“Security concerns” have cancelled most of Lars Vilks’ North American tour.
Not sure the point of having an army and cops if… oh wait, of course: the authorities are too busy organizing “Islamist Heritage Month”!
I’ll be there tonight. Expect to be searched at the door.
Here’s an important message from Craig Snider, Director of the David Horowitz Freedom Center, Philadelphia:
Here I sit in the comfort of my living room this morning, surrounded by picture windows, taking time to write my thoughts about the last few days with Lars Vilks, Swedish artist who has no such luxury.
Vilks has been condemned for a pencil drawing he drew of Mohammed depicted as a dog in traffic. An enterprising Jihadi can earn $100,000 for executing Vilks, and get $50,000 extra if a knife is used to do the job.
This week, federal agencies and local law enforcement assigned a small army to protect Vilks so it wouldn’t happen here. As Director of the Philadelphia offices of the David Horowitz Freedom Center, I invited Vilks to Philadelphia as part of a North American Tour to commemorate the fifth anniversary of the Danish Cartoon controversy, sparked by political cartoon depiction of Mohammed with a ticking time bomb in his Turban.
The FBI and Homeland Security deemed the risk so high, that I had no choice to pull the plug on the public event. Instead I arranged a series of press interviews at an undisclosed location. Were it not for the interest of the press and their wide coverage, silencing Vilks would have marked a win for the Jihad, and another loss for freedom of speech and artistic expression.
Lars Vilks is among a small cadre of everyday people around the world living in unusual times and drawn to acts of social disobedience. Men like Bjorn Larsen in Canada, Lars Hedegaard in Denmark, co-founders of the International Free Press Society defend Vilks and his Danish compatriot, Kurt Westegaard and their right to freedom of expression in a free society.
During my two days with Vilks, and Hedegaard who made the trip as well, I learned a great deal about the meaning of courage and overcame any doubts I had about becoming publicly identified with their cause.
The question many had was, if Vilks knew that such an illustration would spark Islamic rage, why do it? In his soft-spoken manner, Vilks explained he was an equal opportunity iconoclast; why should Islam be spared from his artistic criticisms of religion any more than Christians, Jews or Hindus? He has insulted them all.
And the irony is this: Most of us understand the risks of insulting Islam today, and ask, why do it? Lars Vilks asks, how can we permit violent Muslims, in a tolerant multicultural society, threaten critics with death and dismemberment? It’s a good question. The better question.
Vilks’ drawing was a deliberate protest against artistic self-censorship and a notice to the bad guys that its threats are not okay, will not work and will not stand in our culture.
We all owe him a debt of gratitude and can thank him by publishing our work and standing up to would-be murderers seeking to intimidate the rest of us into submission.
Create, write, publish, televise, broadcast—whatever—as an expression of your freedom of conscience.
Lars Vilks experiences the entire episode of this controversy as “process art”. To understand this vision, imagine a pebble being dropped into a still pool of water. The pebble drop is the instigating event, in this case, Vilk’s offending illustration; the concentric circles radiate outward in a ripple effect, representing all that we are experiencing throughout the world as a result. Vilks takes it all in, an actor in a morality play of his own design.
His next project, he claims, is to make a Fred Astaire-style musical out of it all.
Art is a subversive endeavor, he says, meant to push the boundaries, make us think. Maybe one day we can all sing and laugh about it all. Until then, I will be shaking the trees and rattling the cages of all those around me who take for granted the relative tranquility of our quiet neighborhoods and insulated lives.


→ Task goal
Copy every record below exactly as written, but leave out the pictures.

(Dataset records)
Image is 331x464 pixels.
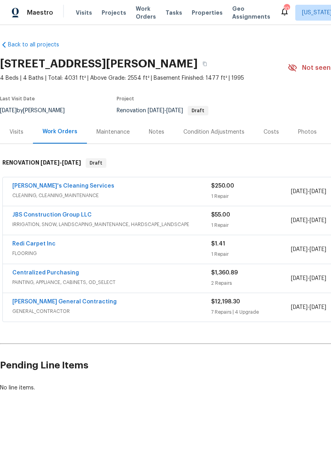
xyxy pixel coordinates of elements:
div: Photos [298,128,317,136]
span: Properties [192,9,223,17]
span: - [291,217,326,225]
button: Copy Address [198,57,212,71]
div: 1 Repair [211,192,290,200]
span: Draft [188,108,208,113]
div: 2 Repairs [211,279,290,287]
span: [DATE] [310,189,326,194]
span: - [40,160,81,165]
span: [DATE] [62,160,81,165]
a: [PERSON_NAME] General Contracting [12,299,117,305]
span: [DATE] [291,247,308,252]
span: Work Orders [136,5,156,21]
span: - [291,304,326,312]
span: [DATE] [310,305,326,310]
span: - [148,108,183,113]
span: - [291,188,326,196]
span: - [291,246,326,254]
span: Projects [102,9,126,17]
span: [DATE] [291,218,308,223]
div: Notes [149,128,164,136]
span: Draft [87,159,106,167]
span: Tasks [165,10,182,15]
div: 1 Repair [211,221,290,229]
span: [DATE] [148,108,164,113]
span: [DATE] [310,247,326,252]
span: Project [117,96,134,101]
span: $55.00 [211,212,230,218]
span: $1,360.89 [211,270,238,276]
div: 7 Repairs | 4 Upgrade [211,308,290,316]
span: Renovation [117,108,208,113]
span: [DATE] [40,160,60,165]
span: PAINTING, APPLIANCE, CABINETS, OD_SELECT [12,279,211,287]
span: [DATE] [291,189,308,194]
h6: RENOVATION [2,158,81,168]
div: Maintenance [96,128,130,136]
span: CLEANING, CLEANING_MAINTENANCE [12,192,211,200]
div: Costs [264,128,279,136]
div: Condition Adjustments [183,128,244,136]
div: 1 Repair [211,250,290,258]
span: Maestro [27,9,53,17]
span: $250.00 [211,183,234,189]
span: IRRIGATION, SNOW, LANDSCAPING_MAINTENANCE, HARDSCAPE_LANDSCAPE [12,221,211,229]
div: Visits [10,128,23,136]
div: 10 [284,5,289,13]
span: [DATE] [291,276,308,281]
span: [DATE] [166,108,183,113]
span: [DATE] [310,276,326,281]
a: [PERSON_NAME]'s Cleaning Services [12,183,114,189]
span: FLOORING [12,250,211,258]
span: $12,198.30 [211,299,240,305]
span: Geo Assignments [232,5,270,21]
span: [DATE] [310,218,326,223]
a: JBS Construction Group LLC [12,212,92,218]
span: $1.41 [211,241,225,247]
div: Work Orders [42,128,77,136]
span: GENERAL_CONTRACTOR [12,308,211,315]
span: [DATE] [291,305,308,310]
span: Visits [76,9,92,17]
span: - [291,275,326,283]
a: Redi Carpet Inc [12,241,56,247]
a: Centralized Purchasing [12,270,79,276]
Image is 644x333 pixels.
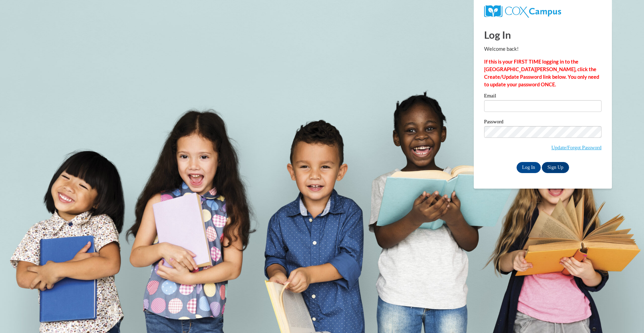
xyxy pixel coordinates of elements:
[484,5,561,18] img: COX Campus
[484,45,602,53] p: Welcome back!
[542,162,569,173] a: Sign Up
[484,59,599,87] strong: If this is your FIRST TIME logging in to the [GEOGRAPHIC_DATA][PERSON_NAME], click the Create/Upd...
[484,93,602,100] label: Email
[484,8,561,14] a: COX Campus
[517,162,541,173] input: Log In
[551,145,602,150] a: Update/Forgot Password
[484,28,602,42] h1: Log In
[484,119,602,126] label: Password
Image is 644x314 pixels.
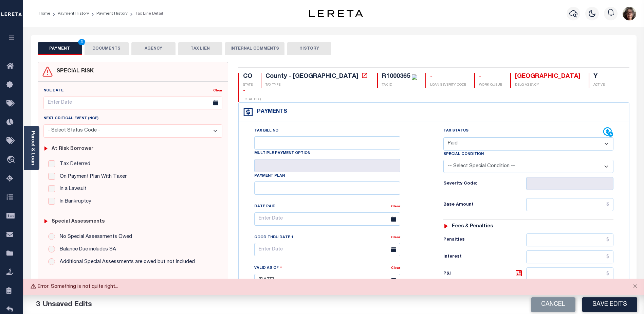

→ Task response
Image is 331x464 pixels.
xyxy pixel coordinates of elements:
div: Photos [298,128,317,136]
span: Properties [192,9,223,17]
span: - [291,217,326,225]
button: Copy Address [198,57,212,71]
div: 1 Repair [211,192,290,200]
span: Draft [188,108,208,113]
div: 2 Repairs [211,279,290,287]
span: [DATE] [310,189,326,194]
span: - [40,160,81,165]
span: [DATE] [62,160,81,165]
a: [PERSON_NAME] General Contracting [12,299,117,305]
span: [DATE] [291,247,308,252]
span: Work Orders [136,5,156,21]
span: - [291,304,326,312]
span: [DATE] [310,305,326,310]
span: - [148,108,183,113]
span: - [291,188,326,196]
span: - [291,246,326,254]
span: Projects [102,9,126,17]
span: [DATE] [291,218,308,223]
div: Notes [149,128,164,136]
span: Draft [87,159,106,167]
span: Tasks [165,10,182,15]
div: 1 Repair [211,221,290,229]
span: [DATE] [148,108,164,113]
span: [DATE] [310,247,326,252]
span: Project [117,96,134,101]
span: $55.00 [211,212,230,218]
span: $1,360.89 [211,270,238,276]
div: 7 Repairs | 4 Upgrade [211,308,290,316]
span: Renovation [117,108,208,113]
span: [DATE] [40,160,60,165]
span: PAINTING, APPLIANCE, CABINETS, OD_SELECT [12,279,211,287]
span: [DATE] [291,189,308,194]
h6: RENOVATION [2,158,81,168]
div: Maintenance [96,128,130,136]
span: CLEANING, CLEANING_MAINTENANCE [12,192,211,200]
div: Costs [264,128,279,136]
div: Condition Adjustments [183,128,244,136]
div: 1 Repair [211,250,290,258]
span: Maestro [27,9,53,17]
span: $250.00 [211,183,234,189]
span: IRRIGATION, SNOW, LANDSCAPING_MAINTENANCE, HARDSCAPE_LANDSCAPE [12,221,211,229]
div: Visits [10,128,23,136]
div: 10 [284,5,289,13]
span: [DATE] [291,276,308,281]
span: [DATE] [166,108,183,113]
span: [DATE] [310,276,326,281]
a: [PERSON_NAME]'s Cleaning Services [12,183,114,189]
span: FLOORING [12,250,211,258]
span: $12,198.30 [211,299,240,305]
span: Geo Assignments [232,5,270,21]
span: [DATE] [310,218,326,223]
a: JBS Construction Group LLC [12,212,92,218]
span: $1.41 [211,241,225,247]
div: Work Orders [42,128,77,136]
span: GENERAL_CONTRACTOR [12,308,211,315]
span: [DATE] [291,305,308,310]
span: Visits [76,9,92,17]
span: - [291,275,326,283]
a: Redi Carpet Inc [12,241,56,247]
a: Centralized Purchasing [12,270,79,276]
Image is 644x333 pixels.
xyxy pixel coordinates of elements:
[484,5,561,18] img: COX Campus
[484,45,602,53] p: Welcome back!
[542,162,569,173] a: Sign Up
[484,59,599,87] strong: If this is your FIRST TIME logging in to the [GEOGRAPHIC_DATA][PERSON_NAME], click the Create/Upd...
[484,93,602,100] label: Email
[484,8,561,14] a: COX Campus
[517,162,541,173] input: Log In
[551,145,602,150] a: Update/Forgot Password
[484,28,602,42] h1: Log In
[484,119,602,126] label: Password
Image is 644x314 pixels.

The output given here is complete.